Dybbuk Review: A standard horror drama crushing hard on Jewish folklore

Story: A new job opportunity compels Sam (Emraan Hashmi) and Mahi (Nikita Dutta), an interfaith married couple to move from Mumbai to Mauritius. Struggling to get over her miscarriage, Mahi hopes to start afresh in the foreign land. However, new beginnings spell bigger troubles.

Review: Keen to give her new home a heritage look, the wife goes shopping. At an antique store, an ancient box dated to the 16th century catches her eye. Intrigued by its mystery, she opens it, thus unleashing a malicious spirit. The box is a Dybbuk (pronounced as dibuk). In Jewish folklore, Dybbuk is a disembodied human spirit that wanders until it finds a host. The house starts facing supernatural occurrences and an exorcism is the only way out. Can the couple sail through?

Most of us are drawn to ancient ruins, abandoned homes or discovering personal belongings of someone else. Call it our strange love for trespassing on someone else’s life but all these things offer us a window into the past. The act of people opening archaic mysterious boxes is thus always interesting. Add Jewish myths and occult into the mix and we might get a heady thriller. Does that happen here, though?

Director Jay K has remade his debut Malayalam movie, Ezra, in Hindi as Dybbuk. Women aren’t objectified here thankfully. There’s no running around in thin lingerie or shower scenes. Huge relief! The story progresses smooth and quick. The jump scares are few and far between and while this is no Conjuring, the effort is sincere. Emraan Hashmi, Nikita Dutta and all their co-stars are good actors. Nothing is frivolous.

What does not work is the film’s mundane energy and failing to evoke mystery at every step. The over-simplistic storytelling tames your drive to discover. Even the wandering spirit has a strategy in place and that’s preposterous. You do not feel terrified as much as you’d like. The film itself seems too pleased about its Jewish novelty. Christian priests are replaced by Rabbis, who must perform exorcism. Various Jewish terms are name dropped frequently. We are spoon-fed things as if this one’s a beginner’s guide to Jewish folklore. It is assumed that no would know much about the religion.

Special effects are decent. Only if there was some surprise element to this mundane horror drama. Unleashing an evil spirit with a backstory is fine but can it evoke fear is the question.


TASK PROMPT =>
For the material that follows, list every line containing the word "Rous".

════════

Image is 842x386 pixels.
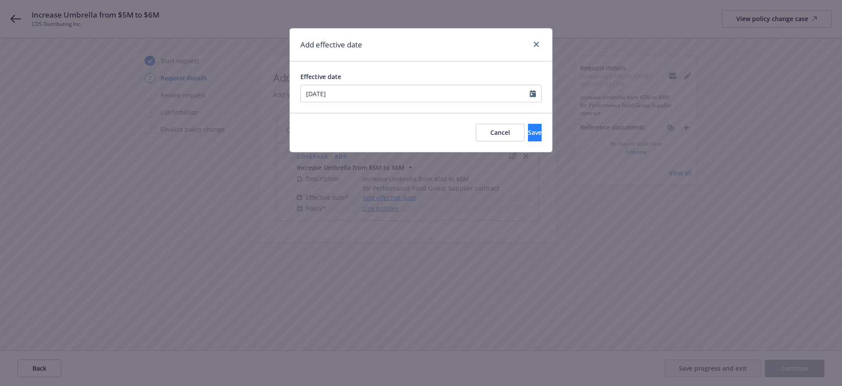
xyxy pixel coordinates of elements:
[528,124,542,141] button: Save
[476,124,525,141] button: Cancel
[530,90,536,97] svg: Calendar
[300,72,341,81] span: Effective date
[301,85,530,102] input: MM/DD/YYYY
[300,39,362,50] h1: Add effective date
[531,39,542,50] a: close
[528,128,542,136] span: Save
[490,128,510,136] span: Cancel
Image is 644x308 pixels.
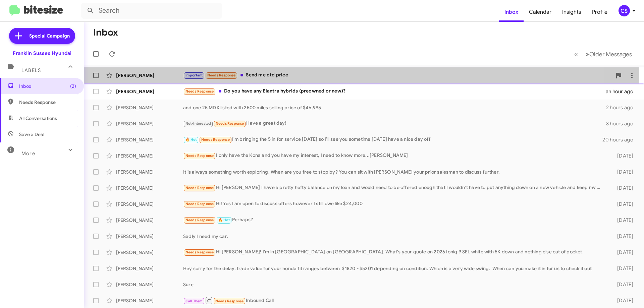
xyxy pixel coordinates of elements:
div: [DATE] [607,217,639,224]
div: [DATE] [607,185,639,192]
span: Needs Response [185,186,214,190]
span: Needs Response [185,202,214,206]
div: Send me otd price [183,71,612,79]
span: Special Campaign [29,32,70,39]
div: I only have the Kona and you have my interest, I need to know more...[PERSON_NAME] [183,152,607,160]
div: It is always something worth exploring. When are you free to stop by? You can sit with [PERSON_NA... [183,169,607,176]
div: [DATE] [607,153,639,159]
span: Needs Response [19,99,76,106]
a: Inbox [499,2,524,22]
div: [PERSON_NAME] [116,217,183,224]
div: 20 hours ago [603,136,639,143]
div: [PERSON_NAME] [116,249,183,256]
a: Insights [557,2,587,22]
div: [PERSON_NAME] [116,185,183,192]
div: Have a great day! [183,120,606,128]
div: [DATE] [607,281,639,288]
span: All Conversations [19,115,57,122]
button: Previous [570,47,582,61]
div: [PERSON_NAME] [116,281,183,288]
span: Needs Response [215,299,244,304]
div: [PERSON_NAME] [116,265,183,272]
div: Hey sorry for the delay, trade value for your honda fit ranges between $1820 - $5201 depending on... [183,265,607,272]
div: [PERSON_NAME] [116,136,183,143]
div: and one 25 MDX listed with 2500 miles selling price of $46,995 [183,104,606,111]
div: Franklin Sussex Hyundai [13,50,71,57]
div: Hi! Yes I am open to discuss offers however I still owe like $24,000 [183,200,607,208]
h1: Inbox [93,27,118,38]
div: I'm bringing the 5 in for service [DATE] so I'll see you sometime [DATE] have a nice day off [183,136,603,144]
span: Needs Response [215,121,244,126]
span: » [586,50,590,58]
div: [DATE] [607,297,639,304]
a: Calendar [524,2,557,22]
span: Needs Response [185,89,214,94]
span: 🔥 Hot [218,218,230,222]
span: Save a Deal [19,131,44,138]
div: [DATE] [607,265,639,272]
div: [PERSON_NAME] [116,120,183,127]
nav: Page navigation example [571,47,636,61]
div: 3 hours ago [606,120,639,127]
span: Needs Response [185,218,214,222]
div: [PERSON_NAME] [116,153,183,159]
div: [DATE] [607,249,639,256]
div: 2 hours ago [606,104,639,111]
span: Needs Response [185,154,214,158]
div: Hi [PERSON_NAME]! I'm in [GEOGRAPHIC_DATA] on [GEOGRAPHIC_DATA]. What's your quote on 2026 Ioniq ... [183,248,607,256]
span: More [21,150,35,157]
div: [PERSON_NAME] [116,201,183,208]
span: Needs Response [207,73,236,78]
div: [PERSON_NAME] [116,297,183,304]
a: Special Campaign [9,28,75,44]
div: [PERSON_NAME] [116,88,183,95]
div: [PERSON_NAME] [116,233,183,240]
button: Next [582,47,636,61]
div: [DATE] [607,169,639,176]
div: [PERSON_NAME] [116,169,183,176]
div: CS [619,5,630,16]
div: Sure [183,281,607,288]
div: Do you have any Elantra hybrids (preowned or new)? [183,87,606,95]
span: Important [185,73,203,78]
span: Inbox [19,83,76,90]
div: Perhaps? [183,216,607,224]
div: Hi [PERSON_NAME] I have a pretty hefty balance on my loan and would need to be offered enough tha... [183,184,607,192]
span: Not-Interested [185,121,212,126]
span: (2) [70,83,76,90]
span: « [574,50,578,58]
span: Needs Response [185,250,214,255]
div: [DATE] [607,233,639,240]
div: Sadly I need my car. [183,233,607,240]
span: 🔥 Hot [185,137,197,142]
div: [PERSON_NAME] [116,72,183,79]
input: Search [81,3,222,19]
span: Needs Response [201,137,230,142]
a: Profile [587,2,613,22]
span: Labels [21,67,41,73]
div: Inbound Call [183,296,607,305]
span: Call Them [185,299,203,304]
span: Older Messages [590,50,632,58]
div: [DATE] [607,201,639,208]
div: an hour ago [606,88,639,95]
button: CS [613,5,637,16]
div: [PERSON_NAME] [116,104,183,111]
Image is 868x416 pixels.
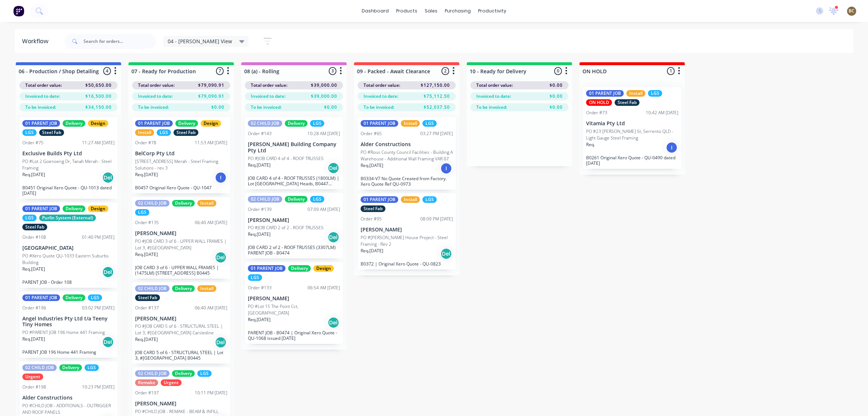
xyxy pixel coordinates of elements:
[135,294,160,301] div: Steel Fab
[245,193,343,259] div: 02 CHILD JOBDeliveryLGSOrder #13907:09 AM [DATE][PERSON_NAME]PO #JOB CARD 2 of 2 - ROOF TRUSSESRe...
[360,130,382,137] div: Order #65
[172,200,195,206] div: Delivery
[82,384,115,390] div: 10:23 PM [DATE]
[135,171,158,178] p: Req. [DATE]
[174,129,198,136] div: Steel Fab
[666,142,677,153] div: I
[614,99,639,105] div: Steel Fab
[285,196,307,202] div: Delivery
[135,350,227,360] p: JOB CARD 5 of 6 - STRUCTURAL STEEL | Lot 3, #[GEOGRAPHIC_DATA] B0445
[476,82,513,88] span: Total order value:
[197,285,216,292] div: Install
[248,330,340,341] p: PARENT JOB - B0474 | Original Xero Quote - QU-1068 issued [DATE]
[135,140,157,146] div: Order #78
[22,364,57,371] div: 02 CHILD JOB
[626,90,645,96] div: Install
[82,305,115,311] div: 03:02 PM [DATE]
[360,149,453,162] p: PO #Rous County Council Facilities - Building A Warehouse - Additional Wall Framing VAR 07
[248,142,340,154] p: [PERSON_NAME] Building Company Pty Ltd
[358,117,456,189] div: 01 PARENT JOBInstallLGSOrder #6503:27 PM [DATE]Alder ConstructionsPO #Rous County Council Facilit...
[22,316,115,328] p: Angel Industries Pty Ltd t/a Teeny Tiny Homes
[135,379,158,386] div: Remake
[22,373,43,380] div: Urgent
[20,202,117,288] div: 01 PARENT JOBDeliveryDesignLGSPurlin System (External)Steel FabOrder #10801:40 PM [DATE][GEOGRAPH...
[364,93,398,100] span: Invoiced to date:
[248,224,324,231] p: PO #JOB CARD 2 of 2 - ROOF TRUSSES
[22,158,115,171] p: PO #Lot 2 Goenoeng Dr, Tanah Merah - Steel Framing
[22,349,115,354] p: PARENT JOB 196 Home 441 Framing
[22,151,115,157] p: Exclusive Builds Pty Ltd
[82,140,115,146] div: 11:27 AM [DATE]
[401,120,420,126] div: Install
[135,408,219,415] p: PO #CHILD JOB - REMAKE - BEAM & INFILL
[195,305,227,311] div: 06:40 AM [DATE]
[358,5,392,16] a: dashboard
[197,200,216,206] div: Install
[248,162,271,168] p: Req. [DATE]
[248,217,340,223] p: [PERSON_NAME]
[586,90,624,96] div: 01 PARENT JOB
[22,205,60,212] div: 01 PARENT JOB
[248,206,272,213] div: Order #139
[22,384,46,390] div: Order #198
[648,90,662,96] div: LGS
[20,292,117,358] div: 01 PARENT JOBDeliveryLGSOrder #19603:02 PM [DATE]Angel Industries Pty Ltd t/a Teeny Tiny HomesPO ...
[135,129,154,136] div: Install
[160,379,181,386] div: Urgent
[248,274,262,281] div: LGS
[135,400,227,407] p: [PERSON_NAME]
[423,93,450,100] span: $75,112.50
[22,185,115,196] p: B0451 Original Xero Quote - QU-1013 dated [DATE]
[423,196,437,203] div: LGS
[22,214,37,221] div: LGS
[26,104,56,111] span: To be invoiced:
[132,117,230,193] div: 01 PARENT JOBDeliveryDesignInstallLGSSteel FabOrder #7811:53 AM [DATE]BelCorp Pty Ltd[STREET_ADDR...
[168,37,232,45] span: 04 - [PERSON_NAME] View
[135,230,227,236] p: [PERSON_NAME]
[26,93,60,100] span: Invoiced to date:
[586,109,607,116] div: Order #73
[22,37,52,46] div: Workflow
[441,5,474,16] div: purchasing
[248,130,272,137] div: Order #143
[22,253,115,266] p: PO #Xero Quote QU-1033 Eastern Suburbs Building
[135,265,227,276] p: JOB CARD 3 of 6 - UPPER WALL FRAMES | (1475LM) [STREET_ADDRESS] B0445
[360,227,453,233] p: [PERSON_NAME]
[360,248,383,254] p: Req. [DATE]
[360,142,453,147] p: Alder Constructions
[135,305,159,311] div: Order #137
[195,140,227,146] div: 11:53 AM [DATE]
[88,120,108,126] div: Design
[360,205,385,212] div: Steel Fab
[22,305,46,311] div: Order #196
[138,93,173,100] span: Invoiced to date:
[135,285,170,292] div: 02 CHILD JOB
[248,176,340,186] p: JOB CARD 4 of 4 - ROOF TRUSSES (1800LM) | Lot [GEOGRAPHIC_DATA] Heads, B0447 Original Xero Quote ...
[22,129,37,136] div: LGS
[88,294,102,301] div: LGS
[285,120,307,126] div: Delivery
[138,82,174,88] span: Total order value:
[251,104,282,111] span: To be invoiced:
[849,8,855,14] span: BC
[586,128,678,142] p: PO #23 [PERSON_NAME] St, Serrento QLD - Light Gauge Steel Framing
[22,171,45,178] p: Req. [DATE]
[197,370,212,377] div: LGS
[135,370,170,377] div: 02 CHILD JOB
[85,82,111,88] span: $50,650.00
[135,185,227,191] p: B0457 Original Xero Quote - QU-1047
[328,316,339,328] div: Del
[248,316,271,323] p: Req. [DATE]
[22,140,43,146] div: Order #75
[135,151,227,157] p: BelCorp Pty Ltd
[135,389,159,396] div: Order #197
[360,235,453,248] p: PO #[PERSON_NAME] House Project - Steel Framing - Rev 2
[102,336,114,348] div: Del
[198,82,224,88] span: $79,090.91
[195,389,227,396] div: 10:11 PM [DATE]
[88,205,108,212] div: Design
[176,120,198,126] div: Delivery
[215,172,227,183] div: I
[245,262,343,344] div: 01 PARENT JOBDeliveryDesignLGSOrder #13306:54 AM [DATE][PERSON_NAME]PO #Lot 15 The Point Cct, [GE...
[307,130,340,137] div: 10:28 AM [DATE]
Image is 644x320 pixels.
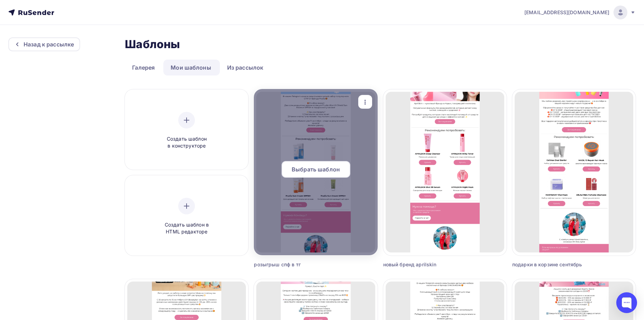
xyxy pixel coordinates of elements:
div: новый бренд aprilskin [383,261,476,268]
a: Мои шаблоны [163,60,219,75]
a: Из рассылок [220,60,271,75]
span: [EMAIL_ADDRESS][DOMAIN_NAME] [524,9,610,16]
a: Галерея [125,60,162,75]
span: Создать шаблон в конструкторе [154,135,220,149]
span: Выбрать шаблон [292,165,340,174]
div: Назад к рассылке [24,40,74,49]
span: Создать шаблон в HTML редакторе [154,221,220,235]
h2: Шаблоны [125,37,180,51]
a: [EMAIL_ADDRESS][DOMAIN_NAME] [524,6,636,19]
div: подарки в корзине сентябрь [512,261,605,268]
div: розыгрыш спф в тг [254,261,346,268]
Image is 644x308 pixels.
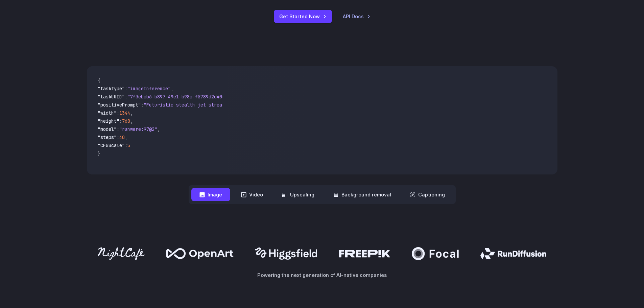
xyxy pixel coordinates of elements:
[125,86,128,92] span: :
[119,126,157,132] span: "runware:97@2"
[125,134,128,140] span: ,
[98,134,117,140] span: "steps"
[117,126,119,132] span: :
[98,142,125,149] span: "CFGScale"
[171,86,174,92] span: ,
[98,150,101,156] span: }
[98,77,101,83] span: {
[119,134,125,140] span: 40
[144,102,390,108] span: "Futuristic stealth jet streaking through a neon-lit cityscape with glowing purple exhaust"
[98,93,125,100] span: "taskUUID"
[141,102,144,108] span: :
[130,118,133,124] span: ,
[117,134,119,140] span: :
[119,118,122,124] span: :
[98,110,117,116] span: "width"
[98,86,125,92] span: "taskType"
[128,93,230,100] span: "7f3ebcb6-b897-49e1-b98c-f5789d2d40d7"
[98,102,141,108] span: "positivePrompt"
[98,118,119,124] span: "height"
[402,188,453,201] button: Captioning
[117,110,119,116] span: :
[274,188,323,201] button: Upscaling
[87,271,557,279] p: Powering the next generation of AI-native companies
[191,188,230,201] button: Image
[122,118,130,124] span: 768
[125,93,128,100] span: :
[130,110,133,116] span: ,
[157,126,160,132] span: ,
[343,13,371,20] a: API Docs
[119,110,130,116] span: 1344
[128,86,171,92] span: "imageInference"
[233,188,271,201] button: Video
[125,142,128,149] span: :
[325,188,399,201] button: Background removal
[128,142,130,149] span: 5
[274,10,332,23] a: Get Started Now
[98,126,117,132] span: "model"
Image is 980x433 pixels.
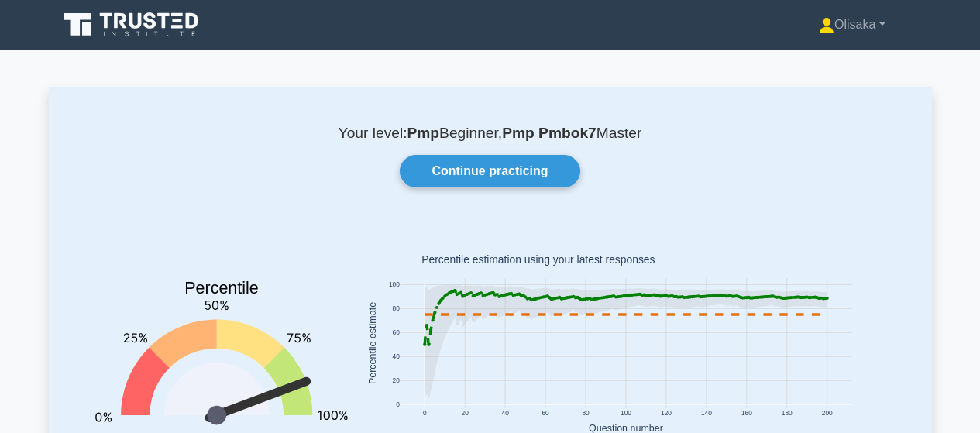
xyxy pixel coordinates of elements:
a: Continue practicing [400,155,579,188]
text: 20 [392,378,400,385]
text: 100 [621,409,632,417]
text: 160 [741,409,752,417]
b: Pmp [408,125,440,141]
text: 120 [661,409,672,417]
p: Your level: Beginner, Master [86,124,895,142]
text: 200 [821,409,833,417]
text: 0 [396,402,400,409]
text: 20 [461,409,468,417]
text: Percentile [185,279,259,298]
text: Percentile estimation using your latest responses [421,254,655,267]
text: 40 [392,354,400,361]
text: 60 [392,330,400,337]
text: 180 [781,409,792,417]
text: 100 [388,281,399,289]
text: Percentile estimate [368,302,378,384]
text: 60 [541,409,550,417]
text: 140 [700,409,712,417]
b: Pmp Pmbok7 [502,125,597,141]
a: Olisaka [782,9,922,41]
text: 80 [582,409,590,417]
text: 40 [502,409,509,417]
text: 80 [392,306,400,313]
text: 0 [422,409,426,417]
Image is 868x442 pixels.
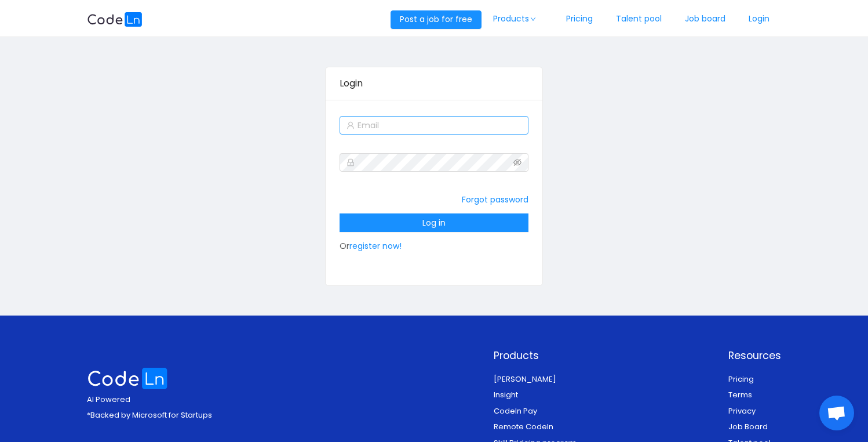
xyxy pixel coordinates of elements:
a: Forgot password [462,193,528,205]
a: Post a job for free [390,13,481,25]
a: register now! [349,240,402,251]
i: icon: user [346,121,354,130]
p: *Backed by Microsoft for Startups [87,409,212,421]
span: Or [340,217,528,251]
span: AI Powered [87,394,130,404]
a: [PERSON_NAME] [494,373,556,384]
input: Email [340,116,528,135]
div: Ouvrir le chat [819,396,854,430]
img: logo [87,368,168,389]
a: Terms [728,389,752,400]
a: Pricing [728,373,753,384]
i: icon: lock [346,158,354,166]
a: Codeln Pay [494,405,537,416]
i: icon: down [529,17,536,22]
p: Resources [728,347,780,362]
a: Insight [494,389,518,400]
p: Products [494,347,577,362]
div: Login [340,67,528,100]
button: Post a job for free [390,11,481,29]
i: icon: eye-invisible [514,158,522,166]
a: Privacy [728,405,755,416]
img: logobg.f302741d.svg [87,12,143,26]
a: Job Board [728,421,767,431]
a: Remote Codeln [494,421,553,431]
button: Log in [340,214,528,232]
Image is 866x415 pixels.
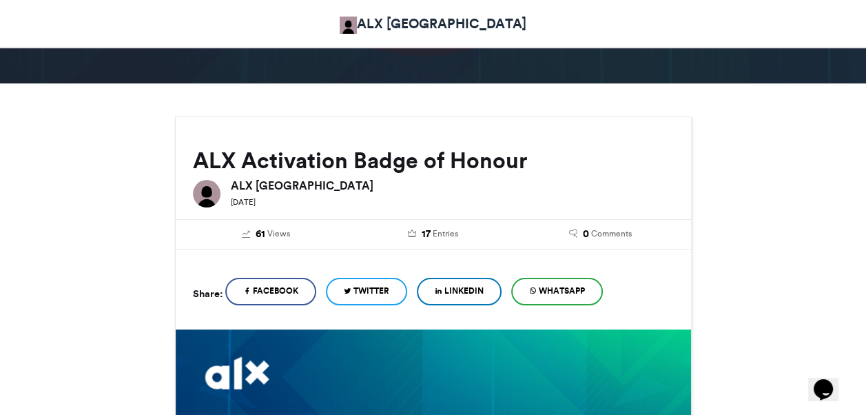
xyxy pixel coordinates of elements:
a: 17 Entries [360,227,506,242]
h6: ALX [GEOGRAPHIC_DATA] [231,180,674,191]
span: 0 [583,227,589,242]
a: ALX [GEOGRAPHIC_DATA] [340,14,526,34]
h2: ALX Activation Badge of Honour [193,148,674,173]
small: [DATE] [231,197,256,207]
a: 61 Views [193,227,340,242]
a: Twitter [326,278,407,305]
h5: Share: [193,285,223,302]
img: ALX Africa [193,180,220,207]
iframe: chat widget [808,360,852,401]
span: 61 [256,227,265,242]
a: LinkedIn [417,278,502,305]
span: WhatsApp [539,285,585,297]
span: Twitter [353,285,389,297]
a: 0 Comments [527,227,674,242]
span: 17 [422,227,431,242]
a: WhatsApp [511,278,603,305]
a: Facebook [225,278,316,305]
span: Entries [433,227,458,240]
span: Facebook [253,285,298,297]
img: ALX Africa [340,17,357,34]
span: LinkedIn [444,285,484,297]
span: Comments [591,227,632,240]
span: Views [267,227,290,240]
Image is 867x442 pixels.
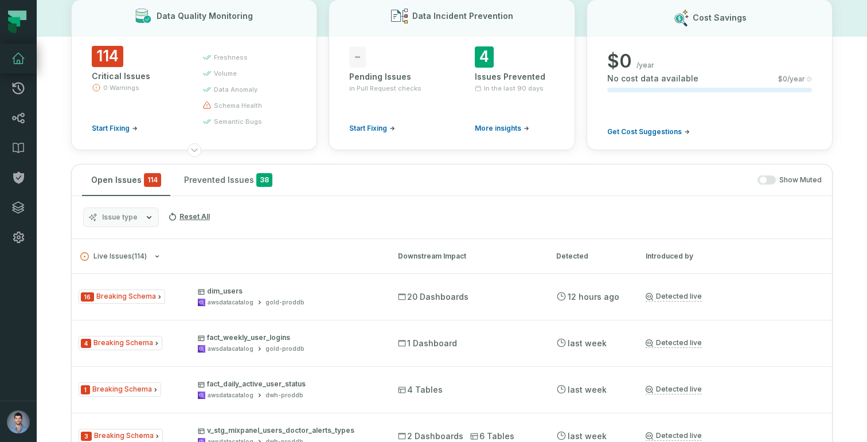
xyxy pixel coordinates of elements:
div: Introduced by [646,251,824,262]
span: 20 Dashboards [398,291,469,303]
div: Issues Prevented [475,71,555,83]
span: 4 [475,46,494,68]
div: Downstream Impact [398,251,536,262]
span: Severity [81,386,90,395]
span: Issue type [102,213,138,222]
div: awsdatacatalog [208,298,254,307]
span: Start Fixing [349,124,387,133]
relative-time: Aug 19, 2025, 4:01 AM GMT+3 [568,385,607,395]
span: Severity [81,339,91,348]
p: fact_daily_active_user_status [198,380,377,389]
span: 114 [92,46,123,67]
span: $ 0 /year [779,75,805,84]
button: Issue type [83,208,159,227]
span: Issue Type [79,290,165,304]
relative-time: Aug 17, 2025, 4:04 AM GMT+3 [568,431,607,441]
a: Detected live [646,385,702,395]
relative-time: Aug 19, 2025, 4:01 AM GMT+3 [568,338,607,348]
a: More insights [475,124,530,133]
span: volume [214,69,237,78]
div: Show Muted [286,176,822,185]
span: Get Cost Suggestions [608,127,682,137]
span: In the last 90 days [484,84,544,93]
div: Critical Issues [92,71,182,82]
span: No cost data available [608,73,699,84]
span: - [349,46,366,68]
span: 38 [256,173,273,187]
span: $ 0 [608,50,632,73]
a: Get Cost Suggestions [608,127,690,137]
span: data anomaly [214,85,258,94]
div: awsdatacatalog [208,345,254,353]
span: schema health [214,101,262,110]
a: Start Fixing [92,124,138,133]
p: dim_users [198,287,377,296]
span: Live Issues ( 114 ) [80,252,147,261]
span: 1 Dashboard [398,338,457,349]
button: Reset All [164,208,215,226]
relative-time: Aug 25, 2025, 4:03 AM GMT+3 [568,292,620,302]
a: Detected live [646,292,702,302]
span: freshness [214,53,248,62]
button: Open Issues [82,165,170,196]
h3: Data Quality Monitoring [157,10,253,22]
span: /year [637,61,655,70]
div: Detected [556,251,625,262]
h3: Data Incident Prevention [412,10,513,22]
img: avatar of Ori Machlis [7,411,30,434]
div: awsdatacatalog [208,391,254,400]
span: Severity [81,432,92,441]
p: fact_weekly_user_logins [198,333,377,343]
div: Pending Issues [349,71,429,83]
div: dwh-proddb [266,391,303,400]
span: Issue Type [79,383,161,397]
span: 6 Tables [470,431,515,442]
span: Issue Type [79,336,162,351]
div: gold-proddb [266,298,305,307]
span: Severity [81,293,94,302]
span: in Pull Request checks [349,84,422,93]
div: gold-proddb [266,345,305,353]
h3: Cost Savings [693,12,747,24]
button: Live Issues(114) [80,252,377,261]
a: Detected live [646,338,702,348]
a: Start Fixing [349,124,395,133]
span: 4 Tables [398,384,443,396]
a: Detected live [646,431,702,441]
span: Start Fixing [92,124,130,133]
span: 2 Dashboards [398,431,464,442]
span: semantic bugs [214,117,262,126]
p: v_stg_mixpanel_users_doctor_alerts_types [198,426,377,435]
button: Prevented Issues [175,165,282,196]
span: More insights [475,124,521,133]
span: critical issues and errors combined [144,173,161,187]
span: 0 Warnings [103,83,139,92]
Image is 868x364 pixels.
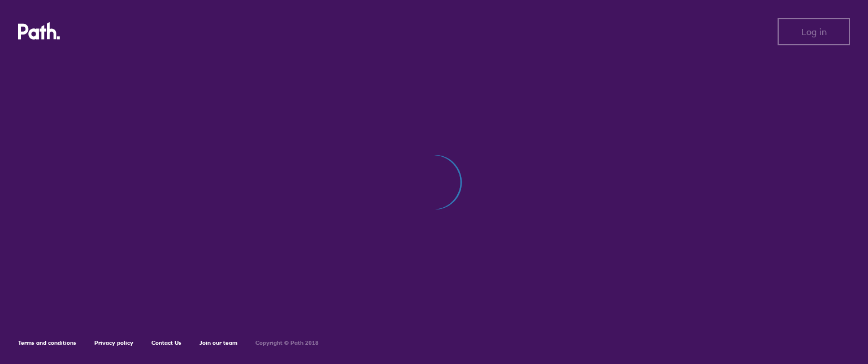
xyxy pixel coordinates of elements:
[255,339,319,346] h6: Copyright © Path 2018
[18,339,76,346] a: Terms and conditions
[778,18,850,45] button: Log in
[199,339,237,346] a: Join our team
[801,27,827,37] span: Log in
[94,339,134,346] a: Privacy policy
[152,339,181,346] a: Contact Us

════════

ANSWER TO THE EXERCISE =>
[360,149,453,162] p: PO #Rous County Council Facilities - Building A Warehouse - Additional Wall Framing VAR 07
[358,117,456,189] div: 01 PARENT JOBInstallLGSOrder #6503:27 PM [DATE]Alder ConstructionsPO #Rous County Council Facilit...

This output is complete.